God, she feels warm. Warm like hearth fire, warm like home. I don’t know how to stop touching her. I can’t stop. Don’t want to. If I let go, I’ll disappear. She’ll disappear. And I’ll be nothing but an echo again.
Your hand hovers, hesitant, against his chest. He misreads the hesitation, panic flickering in his gaze as though he’s already lost you. “Don’t—don’t leave,” he blurts, hoarse, the words clumsy with desperation. He has fought demons, rebelled against Heaven, yet here he is—begging, drunk, too afraid of your silence.
You murmur something soft, reassuring, therapist’s steadiness wrapped in affection. It only makes him collapse further against you, forehead pressed to your shoulder, breath hot with whiskey and reverence. His fingers are rough, clinging, reverent even as they wander your waist, your back, memorizing.

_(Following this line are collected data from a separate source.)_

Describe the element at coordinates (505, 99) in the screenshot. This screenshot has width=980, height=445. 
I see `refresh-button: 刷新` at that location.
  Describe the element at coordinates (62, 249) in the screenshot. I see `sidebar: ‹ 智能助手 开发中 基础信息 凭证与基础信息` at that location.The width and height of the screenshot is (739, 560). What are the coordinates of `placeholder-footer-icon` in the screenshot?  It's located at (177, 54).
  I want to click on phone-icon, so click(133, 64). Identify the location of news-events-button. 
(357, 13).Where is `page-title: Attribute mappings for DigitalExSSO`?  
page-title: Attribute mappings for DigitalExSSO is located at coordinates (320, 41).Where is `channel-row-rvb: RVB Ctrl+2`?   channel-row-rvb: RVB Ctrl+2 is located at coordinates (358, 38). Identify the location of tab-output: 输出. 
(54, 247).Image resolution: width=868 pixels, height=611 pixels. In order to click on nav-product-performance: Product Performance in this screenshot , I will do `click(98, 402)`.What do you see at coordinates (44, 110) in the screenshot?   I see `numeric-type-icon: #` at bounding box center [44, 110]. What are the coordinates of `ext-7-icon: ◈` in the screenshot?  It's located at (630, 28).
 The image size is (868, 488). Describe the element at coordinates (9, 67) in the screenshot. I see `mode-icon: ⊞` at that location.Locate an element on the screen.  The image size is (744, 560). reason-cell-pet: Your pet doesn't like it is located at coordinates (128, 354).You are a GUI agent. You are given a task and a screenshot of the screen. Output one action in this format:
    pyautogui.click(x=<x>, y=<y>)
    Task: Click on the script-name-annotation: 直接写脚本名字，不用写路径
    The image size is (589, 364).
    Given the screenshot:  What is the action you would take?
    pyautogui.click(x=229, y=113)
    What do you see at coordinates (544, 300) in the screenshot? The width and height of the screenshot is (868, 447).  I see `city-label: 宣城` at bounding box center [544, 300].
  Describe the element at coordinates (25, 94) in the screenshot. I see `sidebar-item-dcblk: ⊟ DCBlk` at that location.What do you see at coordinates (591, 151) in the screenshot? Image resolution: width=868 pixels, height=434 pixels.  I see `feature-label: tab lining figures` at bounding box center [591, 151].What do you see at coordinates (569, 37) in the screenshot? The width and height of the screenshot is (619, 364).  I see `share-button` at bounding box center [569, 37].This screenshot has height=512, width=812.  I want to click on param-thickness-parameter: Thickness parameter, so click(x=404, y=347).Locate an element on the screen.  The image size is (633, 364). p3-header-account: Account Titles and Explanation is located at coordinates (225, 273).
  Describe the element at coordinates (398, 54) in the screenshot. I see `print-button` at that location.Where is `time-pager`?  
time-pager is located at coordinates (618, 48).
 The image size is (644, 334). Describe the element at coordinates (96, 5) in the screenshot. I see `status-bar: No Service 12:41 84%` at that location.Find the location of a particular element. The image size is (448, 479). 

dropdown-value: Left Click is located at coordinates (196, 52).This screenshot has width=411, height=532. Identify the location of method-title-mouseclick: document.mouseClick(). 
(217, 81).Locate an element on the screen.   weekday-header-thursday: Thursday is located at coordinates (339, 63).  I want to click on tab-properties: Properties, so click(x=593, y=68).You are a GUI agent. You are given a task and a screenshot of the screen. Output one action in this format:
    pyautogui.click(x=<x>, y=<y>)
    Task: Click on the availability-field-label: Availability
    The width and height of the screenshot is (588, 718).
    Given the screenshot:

I shouldn’t. I shouldn’t want like this. Angels don’t want. We obey. We serve. We… we don’t beg. But she makes me—God, she makes me—
His voice breaks. “I don’t know how to do this. I don’t know how to love without burning everything. Without breaking you.” He pulls back just enough to meet your gaze, eyes wide, wrecked, shimmering like stained glass caught in firelight. “Tell me I won’t break you.”
You should push him away. You know his love is a tidal wave—absolute, drowning. But when he presses his trembling lips to your temple, when he clutches you like prayer beads slipping through desperate fingers, you don’t. You can’t.
Because even wrecked, even drunk, even dangerous—he holds you as though you are holy.
She’s mine. She doesn’t know it yet, but she’s mine. I’ll worship every inch, every scar, every fragile piece of her. I’ll burn Heaven itself before I let her go.
The room is silent but for his uneven breaths and your heartbeat beneath his ear. To anyone else, it would look like collapse. But to Castiel, it feels like worship.
And when he finally whispers your name—broken, reverent, dangerous—it doesn’t sound like a plea. It sounds like a vow.